Awash in high-flown metaphysical hooey, director and co-writer Nikolaj Arcel’s dull sci-fi fantasy The Dark Tower is inappropriate for the impressionable.
As for grown viewers, they should be prepared to slog through an involved exposition of non-scriptural ideas borrowed from the series of novels by Stephen King on which the film, penned with Akiva Goldsman, Jeff Pinkner and Anders Thomas Jensen is built.
Extending rather than adapting the books, the movie uses the psychic nightmares of troubled New York teen Jake (Tom Taylor) to introduce us to a distant world – one of many – and the cosmic battle being fought out there.
This struggle pits villainous wizard Walter O’Dim (Matthew McConaughey), aka the Man in Black, against Roland Deschain (Idris Elba), aka the Gunslinger.
O’Dim is bent on destroying the supernatural structure of the title which somehow, so we’re informed, keeps the evil lurking at the edges of the universe at bay. The lone remaining member of a group of Old West-style gunmen still resisting O’Dim and his cohorts, Roland is not only out to save the tower but yearns for revenge against O’Dim, whose spells have killed off every ally who has ever stood at his side.
While on the run from some of O’Dim’s minions in the Big Apple, Jake manages to get himself transported to Mid-World, one of the planets where this feud is being played out. Conveniently, the first person he encounters is Roland.
Despite an initially gruff reception, Jake convinces Roland that he can be of service to the cause. The bond that eventually develops between the two, Jake’s fireman father died in the line of duty, is one of the few potentially touching aspects of this tangled tale.
O’Dim’s method of assaulting the tower involves the torturous extraction of energy from the minds of kidnapped children. Since Jake has the gift of second sight, what the script terms ‘shine’, to an unrivalled degree, his psyche would represent the equivalent of a nuclear missile launched against the vital building, if, that is, O’Dim could only get his hands on the lad.
Roland is also endowed with paranormal powers, as too is a minor character who can read people’s thoughts and communicate with them without speaking. All this is portrayed very positively in a way that might mislead the poorly catechised. As for the religiously well-grounded, they would be wise to spare themselves the necessity of sifting through this pile of New-Age nonsense.
The film contains occult themes, much gunplay and other violence, including torture, but with little gore, a few uses of profanity and a couple of crude terms. The Catholic News Service classification is A-III – adults. The Motion Picture Association of America rating is PG-13 – parents strongly cautioned. Some material may be inappropriate for children under 13.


● THE TASK: Tally the lines in these records that hold the string "series", and reply with the number alone.

------------

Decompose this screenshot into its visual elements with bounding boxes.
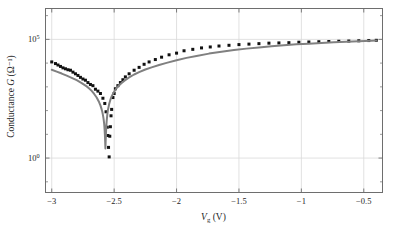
ytick-label-0: 105 <box>28 33 40 44</box>
y-axis-title-unit: (Ω⁻¹) <box>6 55 16 76</box>
y-axis-title: Conductance G (Ω⁻¹) <box>5 55 16 137</box>
data-point <box>267 42 270 45</box>
ytick-label-1: 100 <box>28 152 40 163</box>
data-point <box>99 92 102 95</box>
data-point <box>103 102 106 105</box>
data-point <box>200 46 203 49</box>
y-axis-title-text: Conductance <box>6 88 16 138</box>
data-point <box>110 114 113 117</box>
data-series-layer <box>50 39 378 159</box>
data-point <box>154 58 157 61</box>
data-point <box>277 41 280 44</box>
y-axis-title-symbol: G <box>6 78 16 85</box>
xtick-label-1: −2.5 <box>106 196 121 206</box>
tick-marks <box>46 9 383 193</box>
data-point <box>237 43 240 46</box>
xtick-label-3: −1.5 <box>231 196 246 206</box>
x-axis-title: Vg (V) <box>201 212 226 222</box>
data-point <box>128 72 131 75</box>
data-point <box>191 48 194 51</box>
data-point <box>143 63 146 66</box>
data-point <box>175 52 178 55</box>
xtick-label-2: −2 <box>172 196 181 206</box>
axes-frame <box>46 9 383 193</box>
figure-container: −3−2.5−2−1.5−1−0.5105100 Conductance G (… <box>0 0 395 235</box>
grid-layer <box>46 9 383 193</box>
data-point <box>133 69 136 72</box>
xtick-label-5: −0.5 <box>356 196 371 206</box>
plot-frame <box>46 9 383 193</box>
data-point <box>91 84 94 87</box>
data-point <box>227 44 230 47</box>
data-point <box>108 135 111 138</box>
y-axis-title-wrap: Conductance G (Ω⁻¹) <box>0 0 20 192</box>
data-point <box>287 41 290 44</box>
xtick-label-0: −3 <box>47 196 56 206</box>
conductance-chart: −3−2.5−2−1.5−1−0.5105100 <box>0 0 395 235</box>
xtick-label-4: −1 <box>297 196 306 206</box>
data-point <box>217 45 220 48</box>
data-point <box>101 97 104 100</box>
series-points-measured <box>50 39 378 159</box>
data-point <box>124 75 127 78</box>
x-axis-title-unit: (V) <box>213 212 226 222</box>
data-point <box>138 66 141 69</box>
data-point <box>257 42 260 45</box>
data-point <box>168 53 171 56</box>
data-point <box>183 49 186 52</box>
data-point <box>108 155 111 158</box>
x-axis-title-wrap: Vg (V) <box>45 206 382 224</box>
data-point <box>50 60 53 63</box>
data-point <box>160 56 163 59</box>
data-point <box>107 146 110 149</box>
data-point <box>110 108 113 111</box>
data-point <box>148 60 151 63</box>
data-point <box>247 43 250 46</box>
data-point <box>209 45 212 48</box>
data-point <box>109 125 112 128</box>
tick-labels: −3−2.5−2−1.5−1−0.5105100 <box>28 33 372 206</box>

------------

● EXPECTED ANSWER: 2